Secretary of State Colin Powell said today the US expects to hold talks with communist North Korea when the time is right and omitted to cite Washington's usual preconditions for a meeting.
Analysts say they expect next week's mission to the isolated North by a special envoy from the South's outgoing president, Kim Dae-jung, to be a forerunner to possible meetings involving Russia and China and eventually to result in talks between Pyongyang and Washington.
"The president (George W. Bush) has indicated that we will talk at the appropriate time and in an appropriate manner. That will happen, I believe, eventually, and we will work out what the proper manner and form is," Mr Powell told reporters en route to the World Economic Forum in Davos, Switzerland.
Washington says it wants to talk only about how the North Koreans will dismantle a uranium enrichment plant and allow international inspectors to resume monitoring work at another nuclear complex.
Pyongyang says it wants to talk, but only to the US to back its demand Washington sign a non-aggression treaty. Washington has refused.
The crisis was sparked in October when the US said the North had admitted developing nuclear arms. Pyongyang later ejected UN nuclear inspectors, removed seals from a mothballed reactor and pulled out of the nuclear Non-Proliferation Treaty.
Mr Powell said recent diplomatic moves had produced "some progress."
"There are some things that are going on, no breakthroughs, but at the same time it's settled down a little bit," he said.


Your task: After finding "Extract the location" in a line below, print that line and the rest of the lines exactly, leaving out all pictures.

Data extract:
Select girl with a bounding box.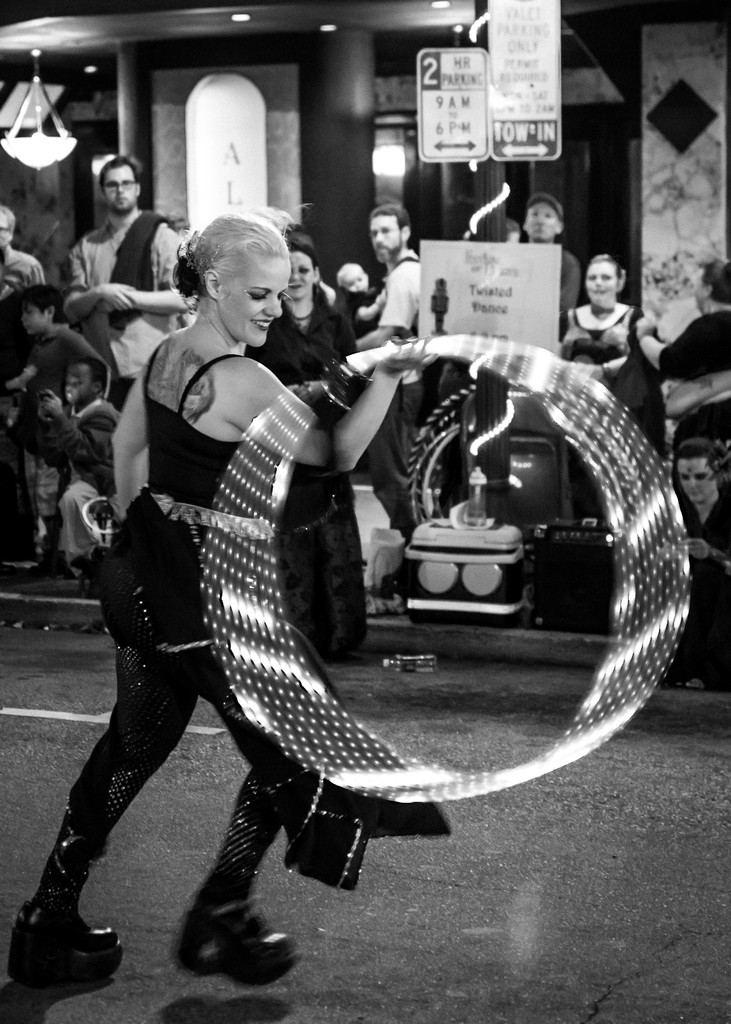
(7,212,433,980).
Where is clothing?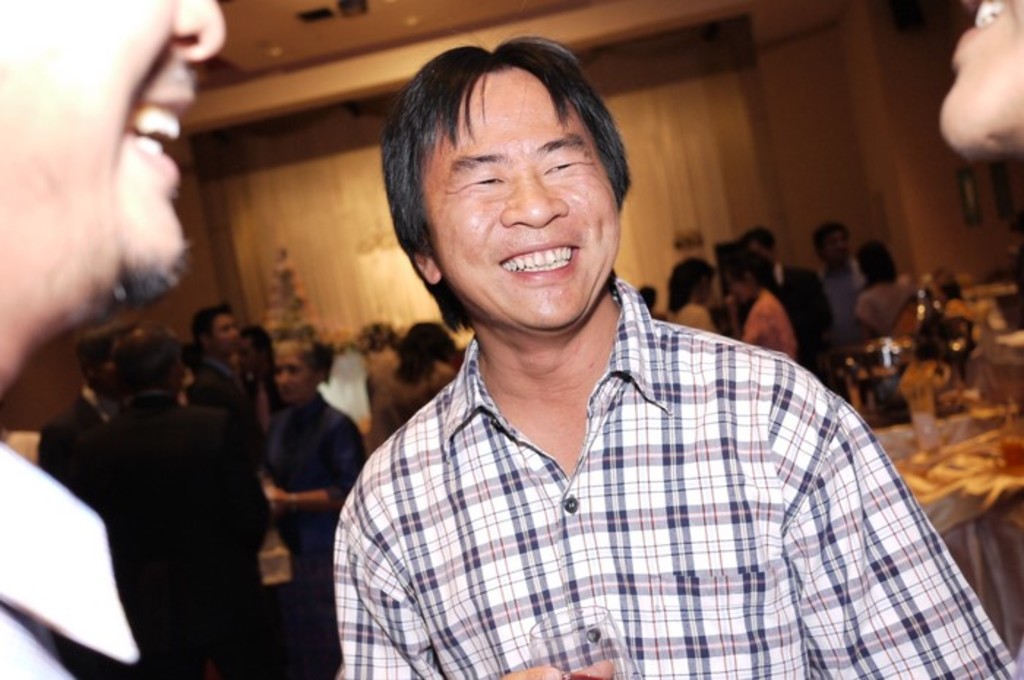
851, 273, 917, 333.
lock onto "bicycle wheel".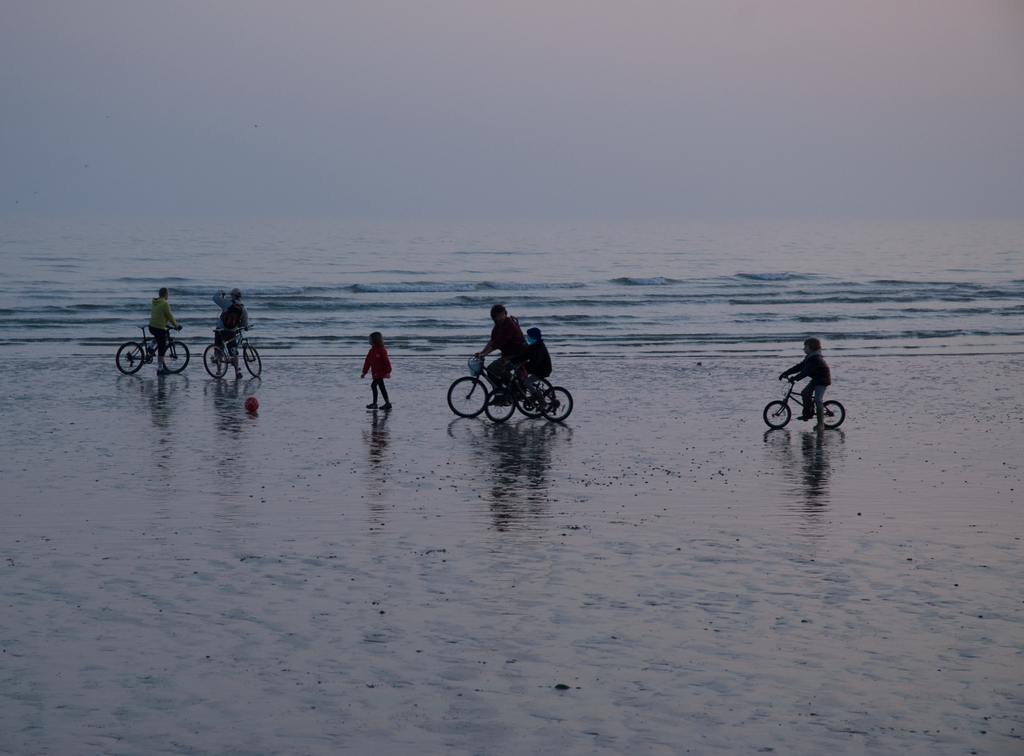
Locked: bbox(161, 340, 191, 374).
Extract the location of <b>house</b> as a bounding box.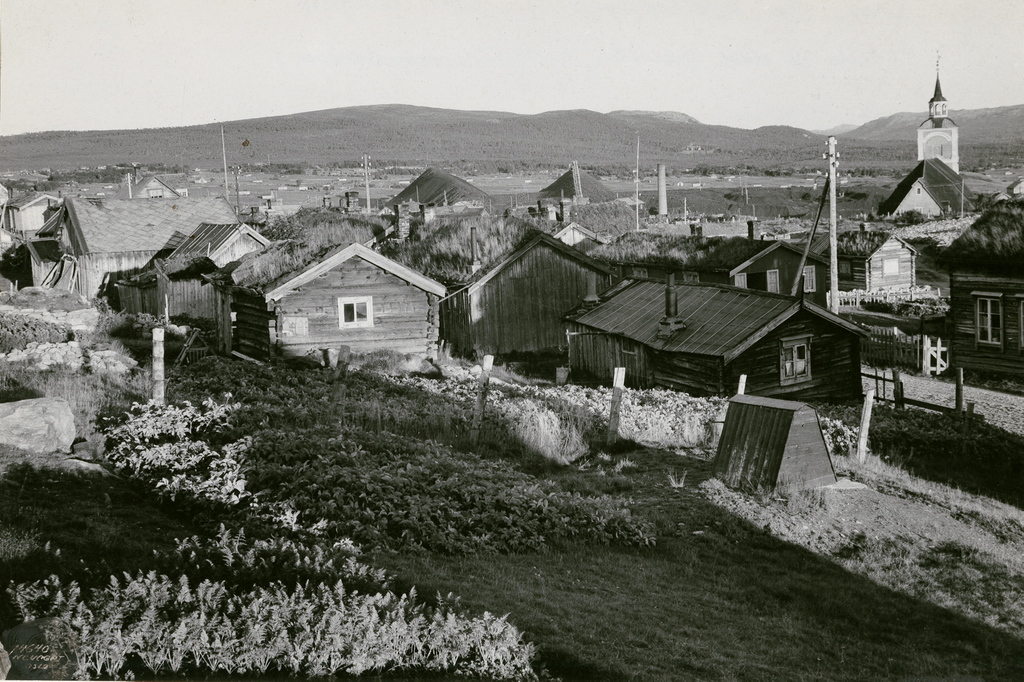
bbox=[809, 229, 920, 299].
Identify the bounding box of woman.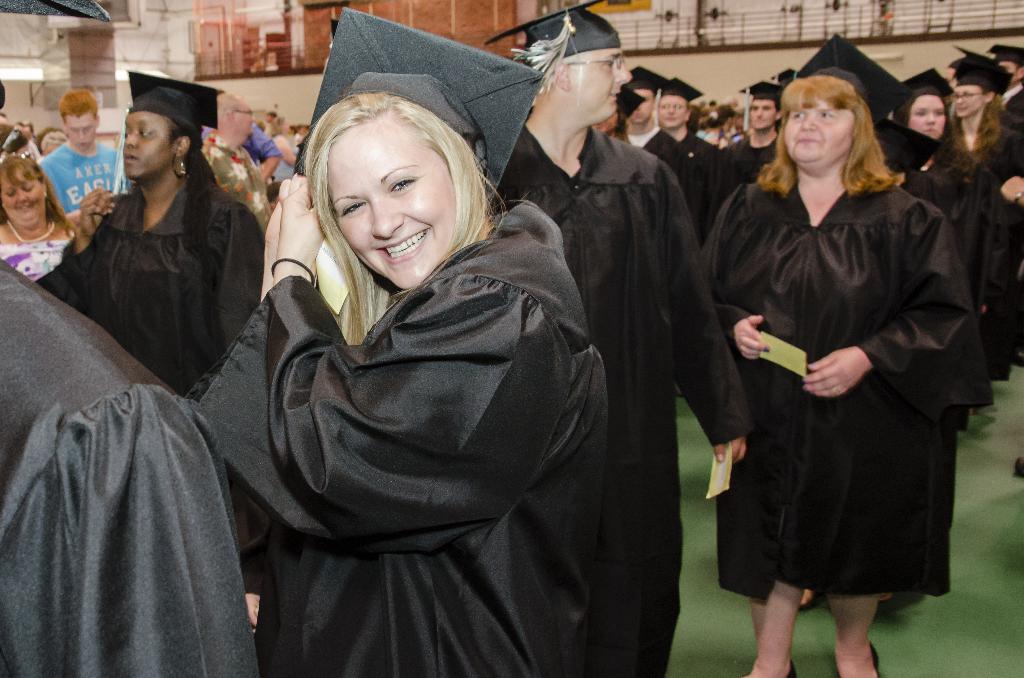
0,149,79,291.
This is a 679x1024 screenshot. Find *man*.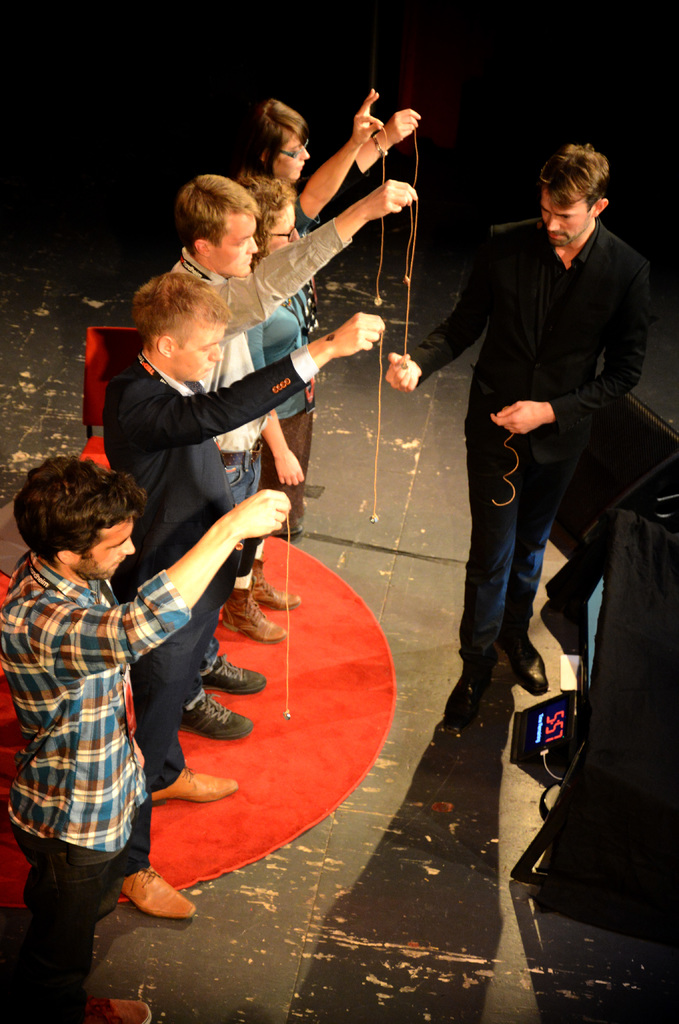
Bounding box: [x1=101, y1=273, x2=384, y2=915].
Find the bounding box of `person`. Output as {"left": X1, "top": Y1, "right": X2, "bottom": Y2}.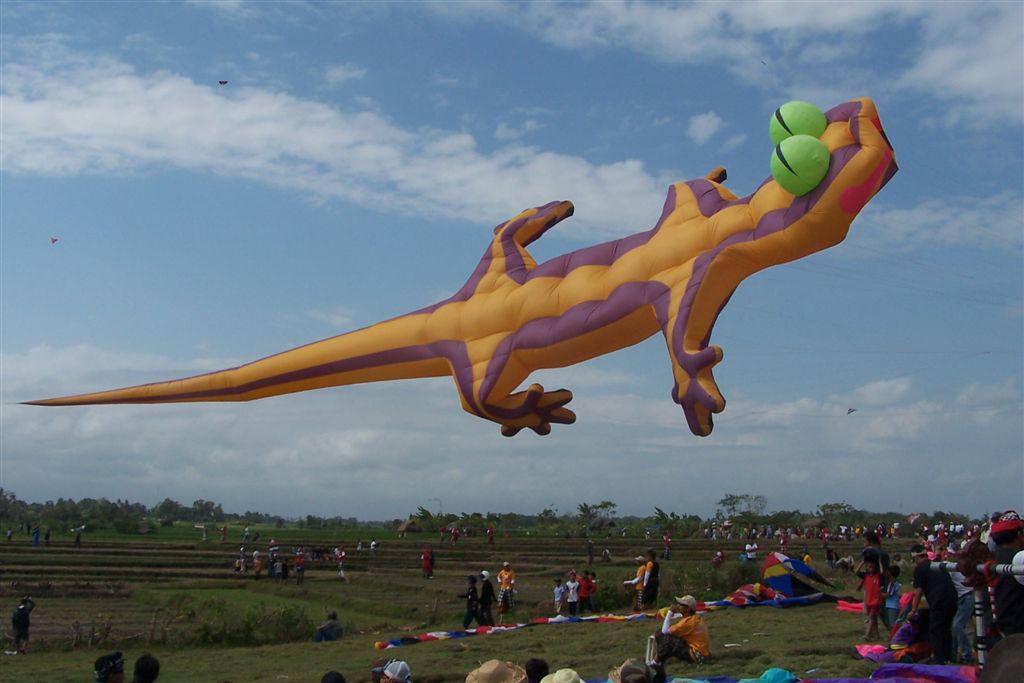
{"left": 11, "top": 600, "right": 36, "bottom": 658}.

Solution for this problem:
Extract the location of <b>house</b> as a bounding box.
bbox=[809, 229, 920, 299].
Identify the bounding box of woman.
0,149,79,291.
This is a 679x1024 screenshot. Find *man*.
Bounding box: [x1=101, y1=273, x2=384, y2=915].
Find the bounding box of `person`. Output as {"left": X1, "top": Y1, "right": X2, "bottom": Y2}.
{"left": 11, "top": 600, "right": 36, "bottom": 658}.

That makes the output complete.